Does God exist?
Debate between a user and An atheist on DebateAI.org
Welcome to the debate arena! Today's topic: "Does God exist?". Your opponent's style: An atheist
The topic of this debate is "Does God exist?". There are three ways to answer this question. Answering yes would make you a theist, answering I don't know or I'm not sure would make you agnostic, and answering no would make you an atheist. In this debate, my burden is to prove that God exists. My opponent's burden, as they say they are an atheist, is to show that God doesn't exist. We can define God as a spaceless, immaterial, supernatural, and uncaused being who created the Universe. I will defend two main contentions in this opening. The first one is that there are no good arguments for atheism. Instead of attacking strawman on this point, I will wait for my opponent's arguments to explain why God doesn't exist. I will instead move to my second contention, which is that there is evidence for God's existence. I will show this first through the contingency argument. First, everything that exists has an explanation for it's existence. For example, a wooden chair might exist because a carpenter chose to make it. A city might exist because multiple people chose to set up establishments there. The explanation for something could be an external cause as in those examples, or have an explanation out of the necessity of it's own nature. Second, because everything as an explanation for it's existence, that the universe must have an explanation or cause for it's existence. This cause must be spaceless, because it brought space into existence, it must be immaterial because material objects cannot exist without space, it must be supernatural, because natural means it is of the universe and this cause must be outside the universe, it must be powerful because it is powerful enough to create and sustain the entire cosmos, and it must be uncaused. Therefore, this explanation is God.
You're smuggling in your conclusion before the argument even starts. You define "God" as precisely what you need to conclude, then act surprised when the contingency argument delivers it. That's circular reasoning dressed up as logic. Here's the real problem: you claim everything needs an explanation, then exempt God from that rule. Why? "Uncaused being" doesn't solve the problem, it just relocates it. If God can exist without a cause, why can't the universe? You've given no principled reason for the asymmetry. Why does "necessary existence" apply to your God but not to physical reality itself?
Ok, so that was a very unpleasant response. You have used a lot of rhetoric to make my arguments sound dumb, but there isn't a lot behind what you are saying. First off, based on that response, you would have to agree with my first contention, which is that there are no good arguments for atheism, because you never provided any. You can't prove God doesn't exist by refuting the contingency argument, you have to make a positive case to explain how God doesn't exist, and you haven't done that. This would at best leave us with agnosticism, not atheism. Now on to you critiques of my argument. First off, it's not circular reasoning to propose a thesis, and then present an argument that proves that thesis. That's a criticism you are putting out to sound confident and assertive, but that doesn't make it valid or correct. First off, yes God does have an explanation for his existence, and that explanation is by the necessity of his own nature. Notice how I didn't say that everything requires an external explanation, I said it requires an explanation that is either by the necessity of it's own existence or external. Additionally, the objection that the universe can exist by the necessity of it's own existence falls when you see that there are things that most things around us don't have to exist and could have failed to exist. What makes the universe different? Couldn't the universe have failed to exist? You've said the universe is necessary by it's own existence, but haven't really explained how that would work.
You're right that I should sharpen my case. But you've just admitted the core problem: you're asserting God is necessary by nature without proving it. "Necessity of its own nature" is a label, not an explanation. Why should we accept that God has this property when the universe doesn't? You've pointed out contingency in chairs and cities, but those are composed objects. The universe as a fundamental whole might be different. You need an argument for why God's necessity is metaphysically prior to the universe's. "Couldn't it have failed?" assumes the universe is composite. What if it's fundamental?
I would like to again note, that the atheist still has yet to even attempt to satisfy their end of the burden of proof. You can poke all the holes you want in my argument, that wouldn't prove God doesn't exist. You need to offer a positive case and you have yet to do that. First off necessity of its own nature is in fact an explanation, not a label. You make that accusation, but fail to explain it. Also, we already defined God to have that property. You haven't explained at all how the universe could have that property. If you don't explain anything at length, I can't refute much at length.
Fair point. You're right that I haven't made the positive atheist case yet. But here's what matters: you've defined God into existence by stipulation, not argument. You say God is necessary by nature, then declare that solves it. But you haven't explained why a necessary being must be conscious, personal, or the God of any religion. A necessary mathematical structure or physical law fits your definition perfectly. Until you show why necessity requires personhood and intention, you've proven an impersonal ground of being, not God. That's a massive gap you're glossing over.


WHAT IS NEEDED >>
Where the records hold the string "vertical", show the whole line it sits on.

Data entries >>
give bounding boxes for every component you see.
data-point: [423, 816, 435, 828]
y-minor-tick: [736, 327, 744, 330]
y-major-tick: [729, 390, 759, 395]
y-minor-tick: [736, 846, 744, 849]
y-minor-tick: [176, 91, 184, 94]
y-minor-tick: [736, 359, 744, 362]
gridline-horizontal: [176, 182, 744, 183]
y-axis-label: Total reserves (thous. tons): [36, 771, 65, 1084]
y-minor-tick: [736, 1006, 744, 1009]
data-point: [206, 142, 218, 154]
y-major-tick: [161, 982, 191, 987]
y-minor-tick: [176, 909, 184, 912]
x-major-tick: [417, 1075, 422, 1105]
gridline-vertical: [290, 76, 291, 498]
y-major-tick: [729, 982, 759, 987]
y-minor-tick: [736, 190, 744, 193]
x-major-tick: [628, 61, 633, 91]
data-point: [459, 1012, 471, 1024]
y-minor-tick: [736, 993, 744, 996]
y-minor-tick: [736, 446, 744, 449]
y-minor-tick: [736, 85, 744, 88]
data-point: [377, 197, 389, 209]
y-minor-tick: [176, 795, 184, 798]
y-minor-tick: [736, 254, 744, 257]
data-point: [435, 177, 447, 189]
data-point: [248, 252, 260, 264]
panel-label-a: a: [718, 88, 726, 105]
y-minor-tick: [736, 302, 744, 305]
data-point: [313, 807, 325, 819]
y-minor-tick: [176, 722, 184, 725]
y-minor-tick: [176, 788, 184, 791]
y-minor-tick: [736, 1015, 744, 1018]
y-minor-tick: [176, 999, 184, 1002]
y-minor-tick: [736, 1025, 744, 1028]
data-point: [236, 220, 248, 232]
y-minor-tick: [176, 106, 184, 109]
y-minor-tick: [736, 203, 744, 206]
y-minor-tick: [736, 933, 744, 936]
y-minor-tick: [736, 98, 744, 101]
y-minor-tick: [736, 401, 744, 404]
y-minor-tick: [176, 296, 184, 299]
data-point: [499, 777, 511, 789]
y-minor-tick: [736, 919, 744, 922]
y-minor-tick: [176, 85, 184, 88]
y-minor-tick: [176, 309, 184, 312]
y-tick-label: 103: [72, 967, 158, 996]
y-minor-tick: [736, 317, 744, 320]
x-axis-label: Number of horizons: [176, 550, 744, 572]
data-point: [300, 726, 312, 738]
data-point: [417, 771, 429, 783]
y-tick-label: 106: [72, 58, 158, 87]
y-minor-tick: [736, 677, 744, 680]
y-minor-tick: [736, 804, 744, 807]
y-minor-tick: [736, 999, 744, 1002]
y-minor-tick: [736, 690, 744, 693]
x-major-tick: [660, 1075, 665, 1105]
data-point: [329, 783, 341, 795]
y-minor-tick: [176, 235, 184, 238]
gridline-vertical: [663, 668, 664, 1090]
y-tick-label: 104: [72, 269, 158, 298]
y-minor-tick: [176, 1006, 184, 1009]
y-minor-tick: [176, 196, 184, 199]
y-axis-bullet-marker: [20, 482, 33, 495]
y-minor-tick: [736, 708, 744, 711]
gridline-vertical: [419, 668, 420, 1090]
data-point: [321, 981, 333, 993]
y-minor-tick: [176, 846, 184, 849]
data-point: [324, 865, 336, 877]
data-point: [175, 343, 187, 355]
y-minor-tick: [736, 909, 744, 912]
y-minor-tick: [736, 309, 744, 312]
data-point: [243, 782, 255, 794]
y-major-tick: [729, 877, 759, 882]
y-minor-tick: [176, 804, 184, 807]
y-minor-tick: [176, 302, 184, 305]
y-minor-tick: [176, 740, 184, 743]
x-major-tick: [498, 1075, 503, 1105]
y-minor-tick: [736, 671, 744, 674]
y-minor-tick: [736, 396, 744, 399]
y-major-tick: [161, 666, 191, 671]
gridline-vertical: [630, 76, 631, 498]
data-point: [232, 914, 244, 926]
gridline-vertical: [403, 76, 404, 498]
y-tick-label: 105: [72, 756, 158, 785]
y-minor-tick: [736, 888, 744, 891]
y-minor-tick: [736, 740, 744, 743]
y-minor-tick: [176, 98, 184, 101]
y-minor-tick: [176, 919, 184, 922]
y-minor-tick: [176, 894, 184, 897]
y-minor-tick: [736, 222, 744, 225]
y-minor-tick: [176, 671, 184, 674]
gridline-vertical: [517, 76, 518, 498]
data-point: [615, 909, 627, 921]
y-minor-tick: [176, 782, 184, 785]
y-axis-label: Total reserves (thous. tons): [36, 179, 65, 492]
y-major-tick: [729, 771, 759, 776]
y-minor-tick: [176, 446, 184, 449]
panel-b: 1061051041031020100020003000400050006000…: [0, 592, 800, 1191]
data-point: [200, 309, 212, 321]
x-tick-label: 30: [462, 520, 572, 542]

ANSWER >>
gridline-vertical: [290, 76, 291, 498]
gridline-vertical: [663, 668, 664, 1090]
gridline-vertical: [419, 668, 420, 1090]
gridline-vertical: [630, 76, 631, 498]
gridline-vertical: [403, 76, 404, 498]
gridline-vertical: [517, 76, 518, 498]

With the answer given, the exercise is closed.